After four years in charge of the Musketeers program, Travis Steele has been fired by Xavier. A native of Indiana and former Butler alum, Steele has spent much of his coaching career with the Musketeers, and it was Xavier Basketball who gave him his first head coaching position back in 2018.

After graduating from college, Steele was a high school assistant before joining Thad Matta’s staff at Ohio State as a graduate assistant. He later worked on Kelvin Sampson’s Indiana staff, briefly becoming a full-time assistant after Sampson’s firing in 2008. It was a few weeks later that he was hired to join the Xavier staff, and he’d stay with the Musketeers for the next fourteen seasons.

Steele served as director of basketball operations for one season under Sean Miller, and when Miller departed for Arizona he was promoted to a full-time assistant position. Steele served on Chris Mack’s staff for the next nine seasons, helping Xavier to a whole host of success in the process, including while the conference transitioned from the A-10 to the Big East. When Mack accepted the Louisville job in 2018, Steele was promoted to head coach.
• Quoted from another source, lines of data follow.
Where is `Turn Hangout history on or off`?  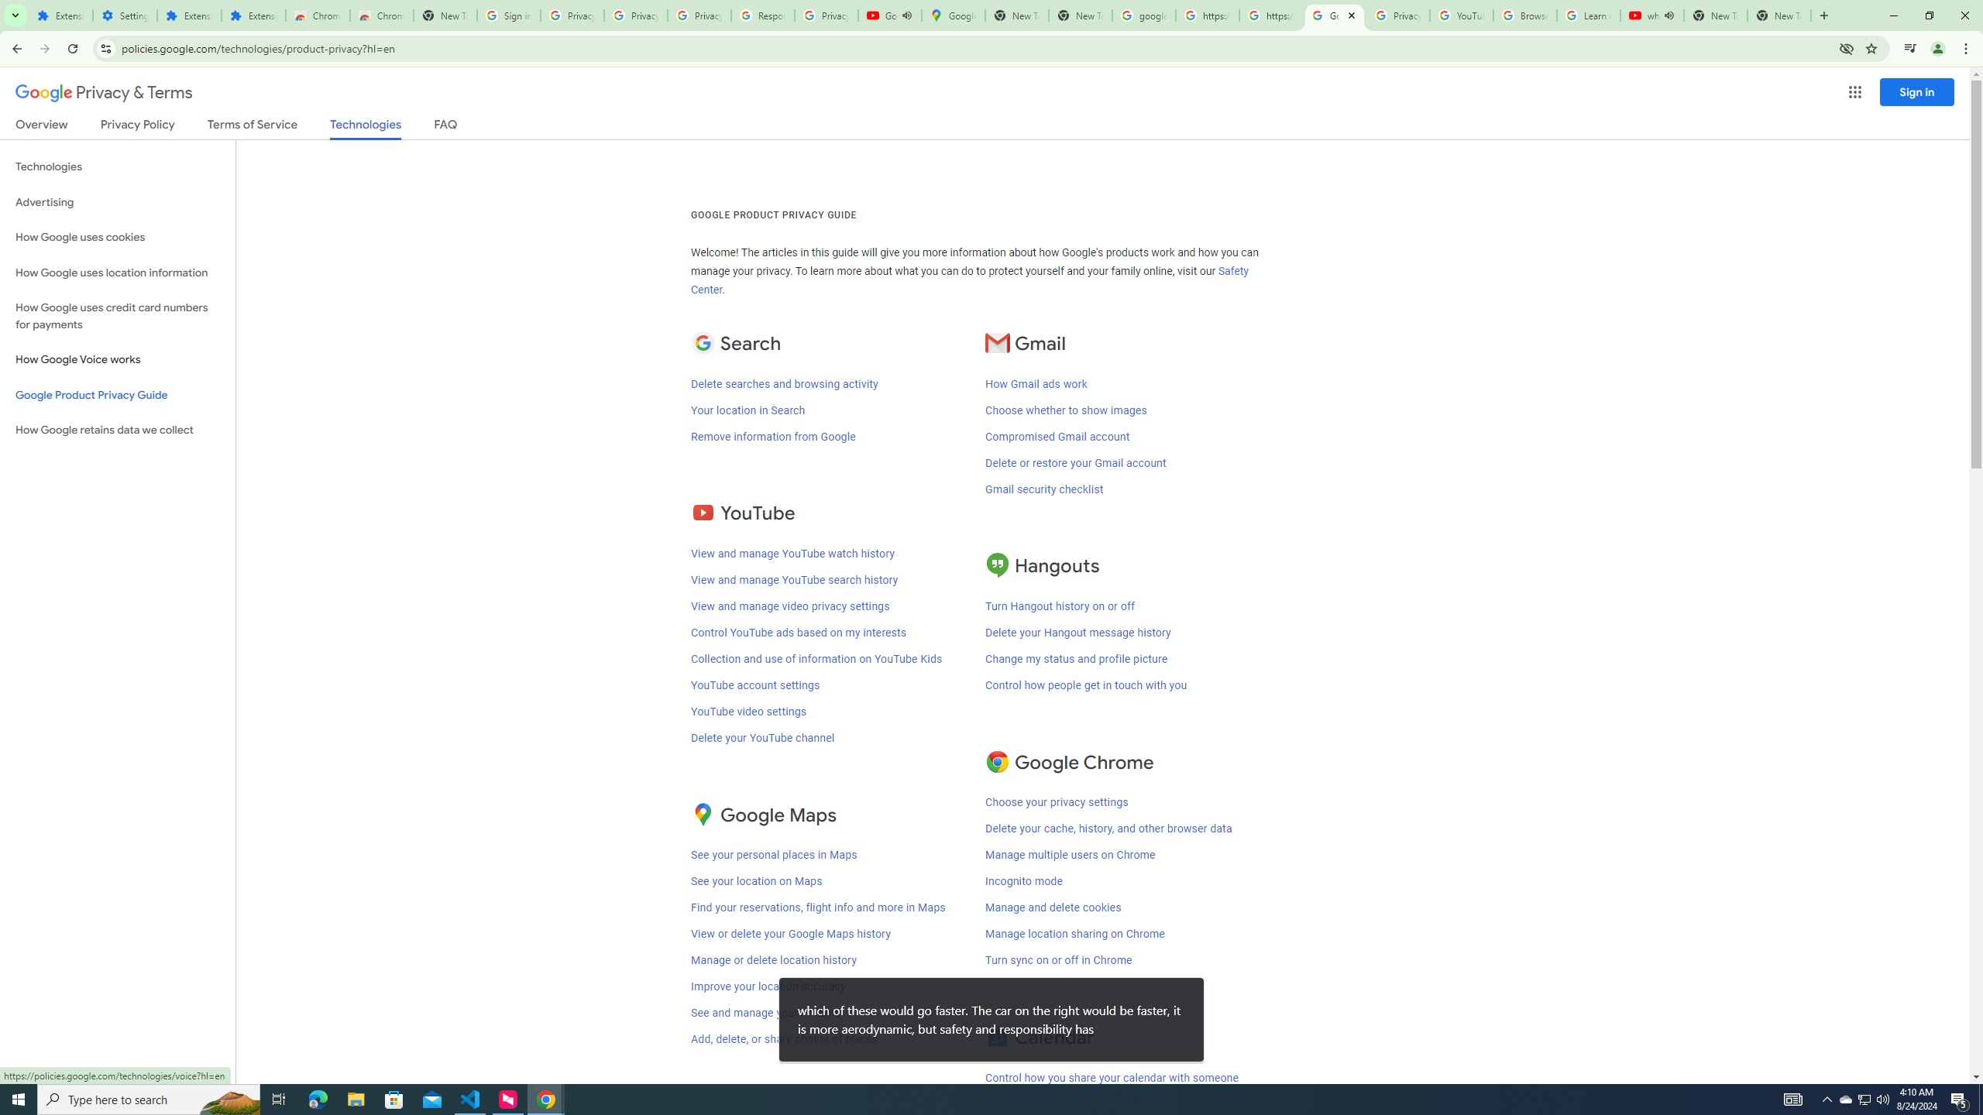
Turn Hangout history on or off is located at coordinates (1060, 607).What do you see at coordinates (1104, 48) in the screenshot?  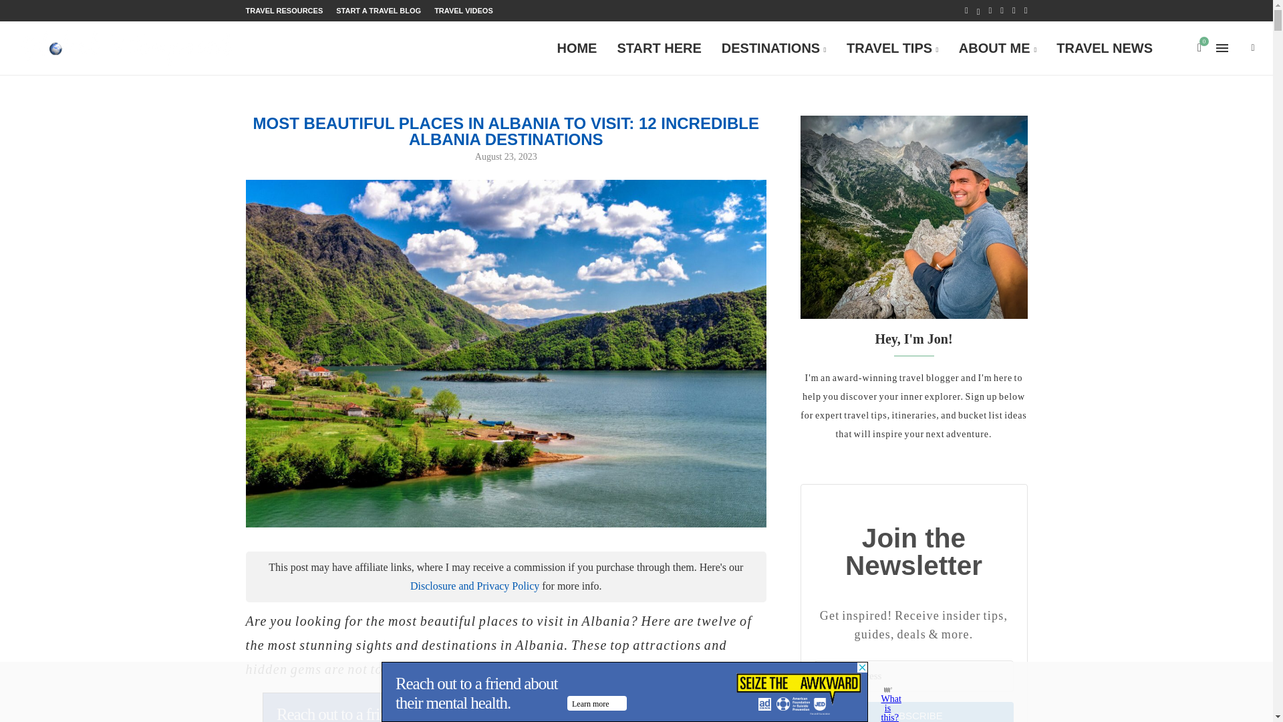 I see `TRAVEL NEWS` at bounding box center [1104, 48].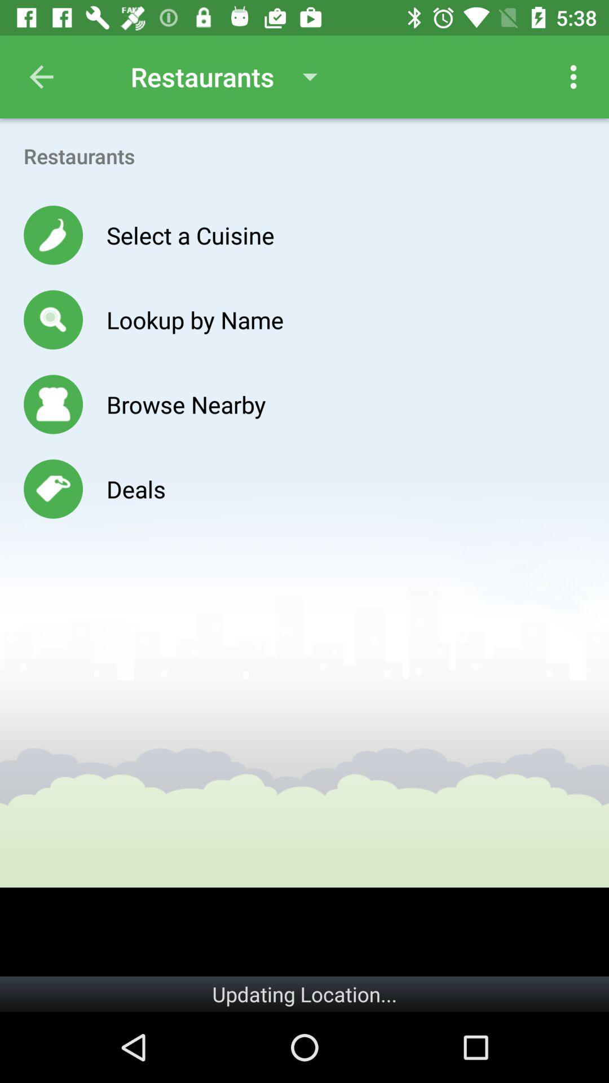  I want to click on scroll until browse nearby, so click(186, 404).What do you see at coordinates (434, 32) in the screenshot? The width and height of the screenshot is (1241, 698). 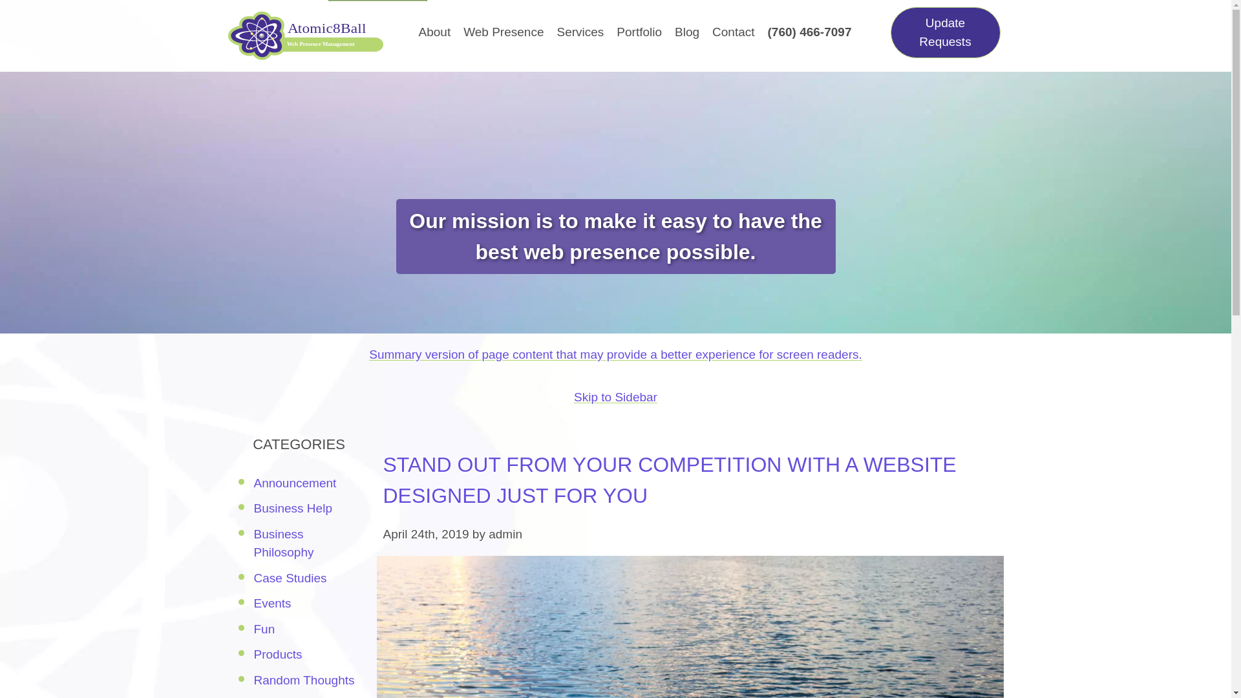 I see `About` at bounding box center [434, 32].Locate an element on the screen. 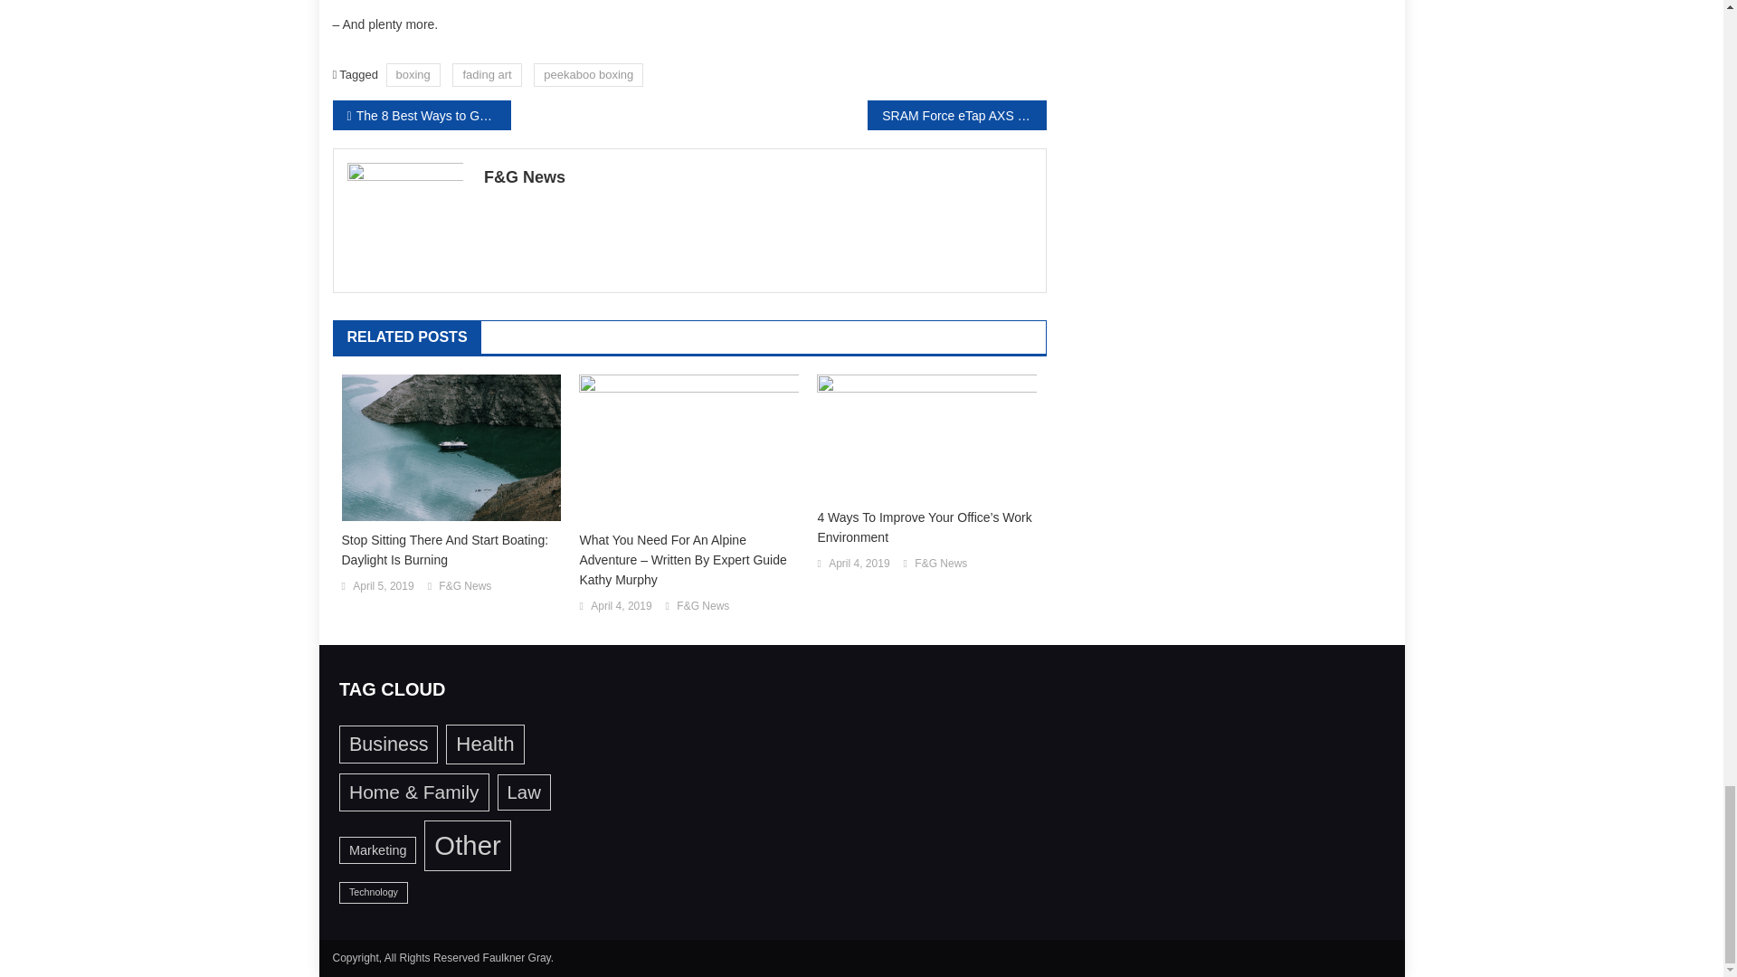 The height and width of the screenshot is (977, 1737). April 4, 2019 is located at coordinates (621, 606).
The last four years didn’t exactly go to plan with Steele as head coach. Xavier remains one of the contending programs in a very tough Big East, but they didn’t quite contend as much as expected. In his four seasons, Steele never led the program to the NCAA Tournament and was never above .500 in Big East play. A third-place conference finish in his first season was met with an NIT bid, and this year’s team could only return to the NIT again. Settling for less than the NCAA Tournament is not acceptable at a program like Xavier.

These aren’t the Musketeers who were one of the best programs in the A-10, this is a program that has shown that they can compete in the Big East, even if the last few years haven’t exactly shown it. For the first time in decades, the Musketeers are choosing a new head coach on their own terms, not watching one of theirs take a higher profile job.

This Big East job is very attractive and we’ve narrowed it down to a number of potential candidates. We’ll now run through these suitors alphabetically, looking closely at some very interesting names.